Review

Review

Live Review: Aunty Donna at the Eventim Apollo, 22/09/23

Deeply silly and irrepressibly brilliant, the Australian trio bring the house down with their biggest live show to date


One of life’s greatest fallacies is that it’s easy to be silly. Utter rubbish. All it takes is 90 minutes in the company of Australia’s Aunty Donna to realise that silliness is an artform. Actually, forget that. Ninety seconds will do the trick.

Here in the UK, we tend to think we own the rights to silliness. After all, this is the home of Monty Python, French & Saunders and The Office, institutions that Broden Kelly, Mark Bonanno and Zach Ruane delight in informing their Hammersmith audience happened over two decades ago.

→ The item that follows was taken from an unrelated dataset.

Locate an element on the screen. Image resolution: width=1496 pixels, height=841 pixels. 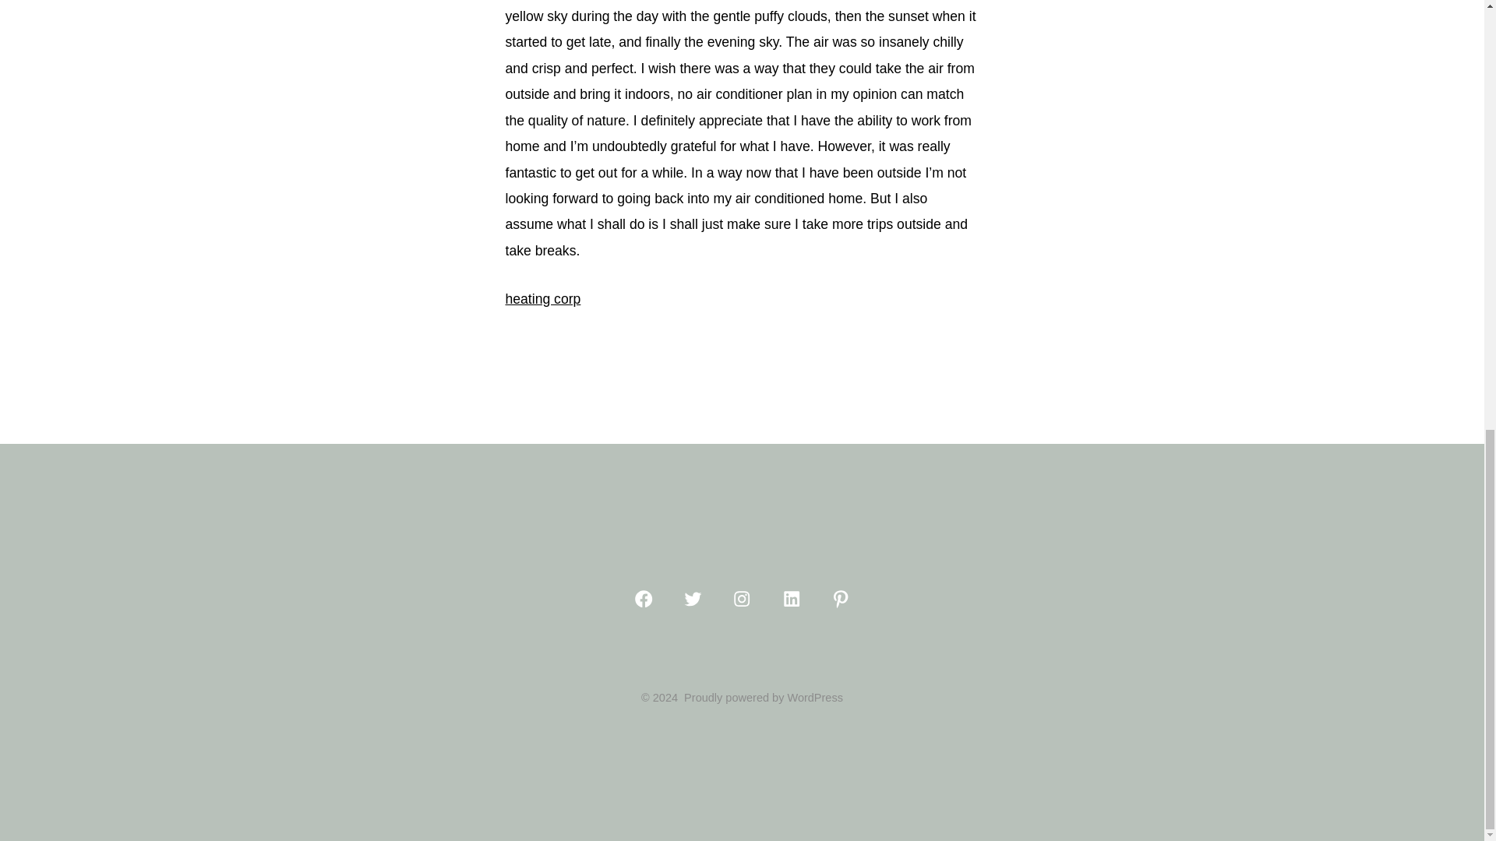
Open LinkedIn in a new tab is located at coordinates (791, 598).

What have you done for me lately?

In the meantime, silliness has found new, fertile ground in which to take root. For all its faults, Netflix has amplified some of the greatest artists of the absurd in recent years, from the volatile lunacy of Tim Robinson to the terrifically purile American Vandal. But none come close to the Aunty Donna boys.

People Who Are Bad at Tic-Tac-Toe World Championships | Aunty Donna's Coffee Cafe

Broden, Zach and Mark are untouchable when it comes to comedy that starts off in a place of heightened ridiculousness and accelerates towards the horizon. They’re on stage for less than a minute when a disembodied voice keeps demanding that Mark do more and more high kicks, the physical strain requiring less and less method acting as the routine persists.

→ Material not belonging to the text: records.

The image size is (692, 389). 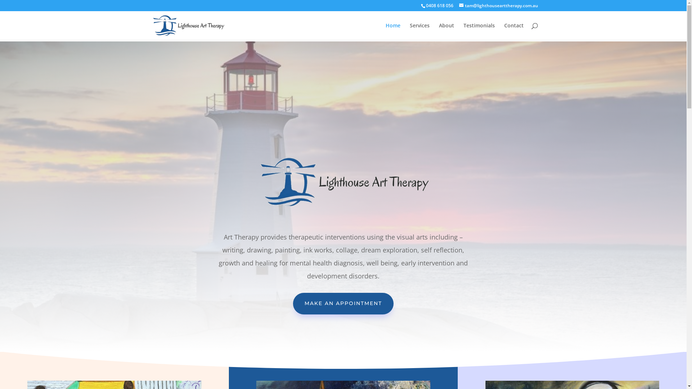 What do you see at coordinates (447, 32) in the screenshot?
I see `About` at bounding box center [447, 32].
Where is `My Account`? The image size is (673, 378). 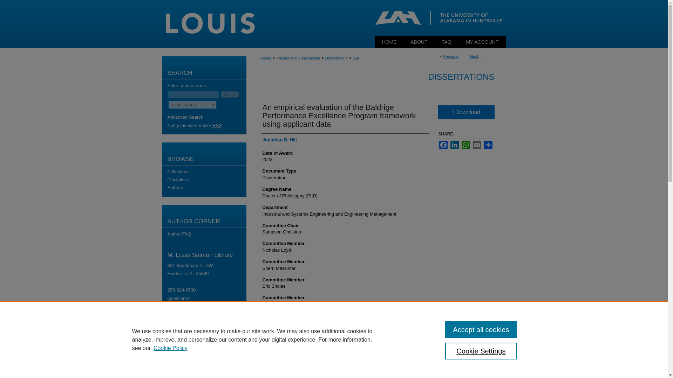 My Account is located at coordinates (482, 42).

Where most comedy sketches require a straight man, Aunty Donna regularly insert Broden Kelly. At first glance, he seems every bit the terse, deep-voiced serious presence, but that in itself only becomes another potent weapon in their arsenal, as he reveals himself to be the least responsible ceramics teacher, the least effective noughts and crosses player and maybe the most inspirational pope in history.

Everything's A Drum | Aunty Donna's Big Ol' House Of Fun | Netflix Is A Joke

The structure of the evening is something of a greatest hits, playing to the audience who’ve been drawn in by the Netflix series Aunty Donna’s Big Old House Of Fun and viral sketches such as ‘Always More Room For Pud’ and ‘Cowdoy In The City!’ The inspired ‘Everything’s A Drum’ gets an airing, complete with awkward audience participation, while a throwaway joke about doing an Al Yankovic-esque take on their Christmas Pud routine delivers a crowd-pleasing finale.

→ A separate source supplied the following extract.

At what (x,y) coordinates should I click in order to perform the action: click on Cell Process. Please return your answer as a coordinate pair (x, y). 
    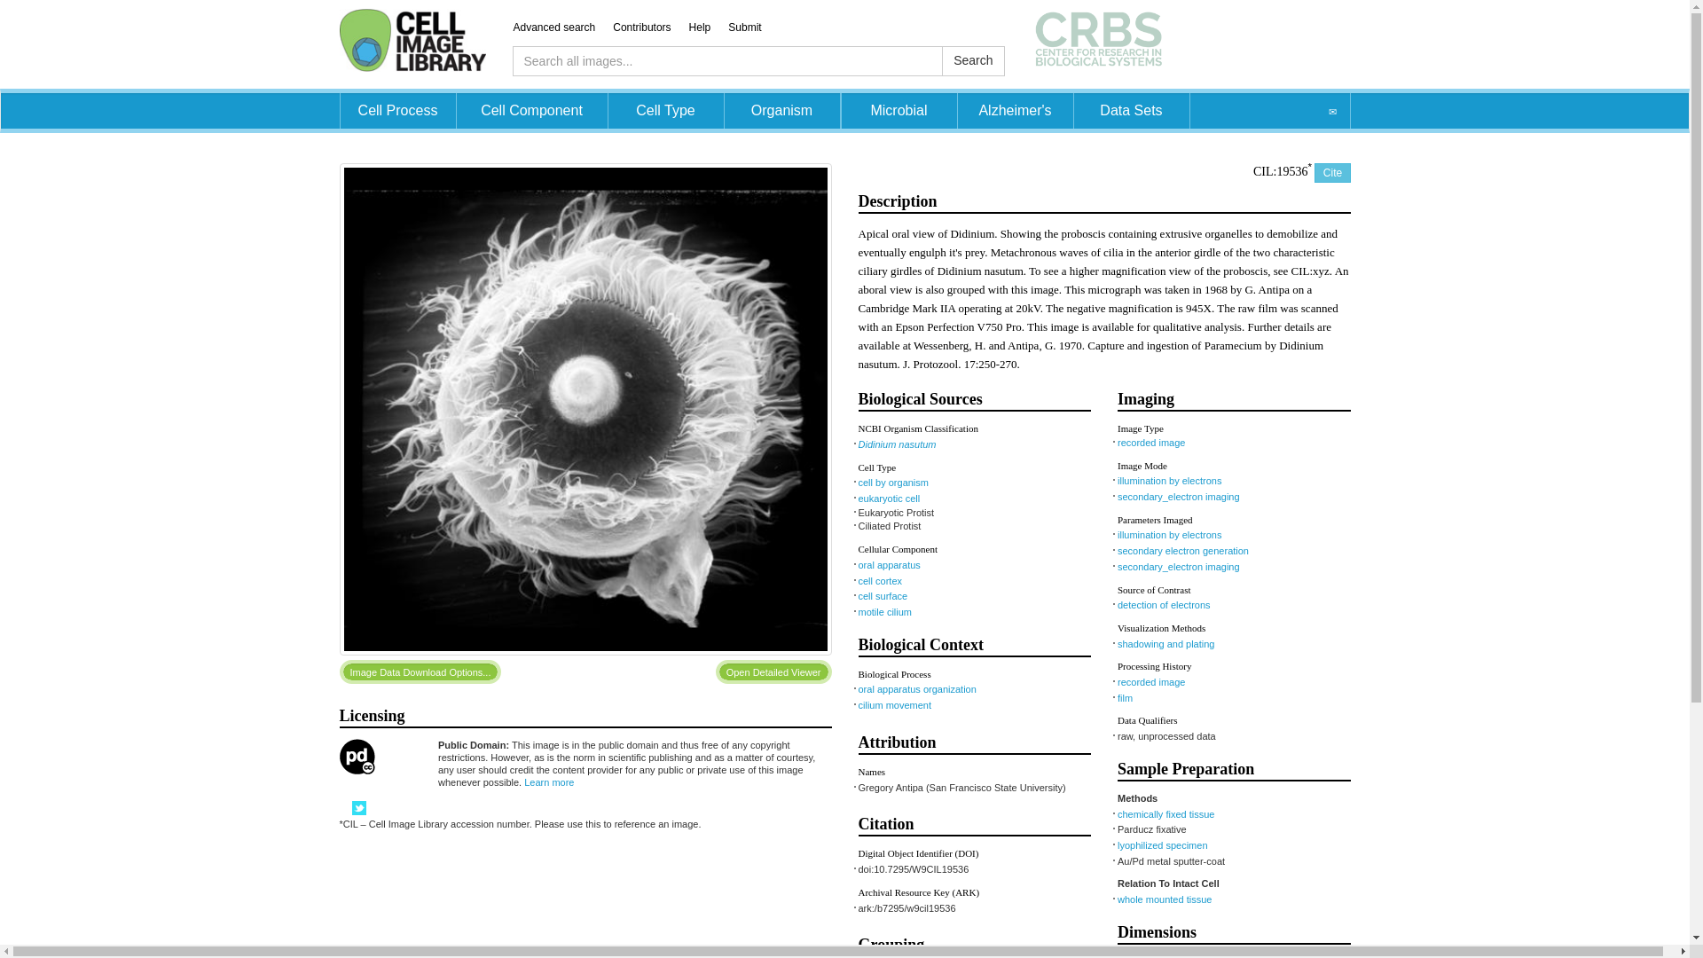
    Looking at the image, I should click on (398, 110).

The undisputed highlight, however, is an aborted routine set in “pooland” which winds up with Broden, Mark and Zach attempting to remain stoney faced while an elaborate assortment of poo and fart sounds play over the PA. It’s as base as the evening gets (and that includes an extended bit about f*cking) yet the unforced hilarity is close to unbearable. At one point, medical emergencies seem a genuine prospect.

Morning Brown: Full Sketch | Aunty Donna's Big Ol' House Of Fun | Netflix Is A Joke

For a comedy entity that started on YouTube and progressed to Netflix without skipping a beat, it’s impressive how easily Aunty Donna have adapted their silliness to the live arena. The seams are undetectable, the lines between improvisation and routine blurred beyond recognition. You can try and intellectualise it all you want, it all boils down to one thing: there simply isn’t anything else out there that’s even close to being this joyously funny.

On the way out, a fan passes in full Cowdoy regalia. That says it all. The UK may have founded the silliness with Monty Python’s Flying Circus and its followers, but laurels are not made for resting on. While we content ourselves with half-baked observational comedy, the rest of the world has stolen a march. Aunty Donna are racing ahead of everyone, ridden hard into the sunset by a full-grown man in a Woody t-shirt.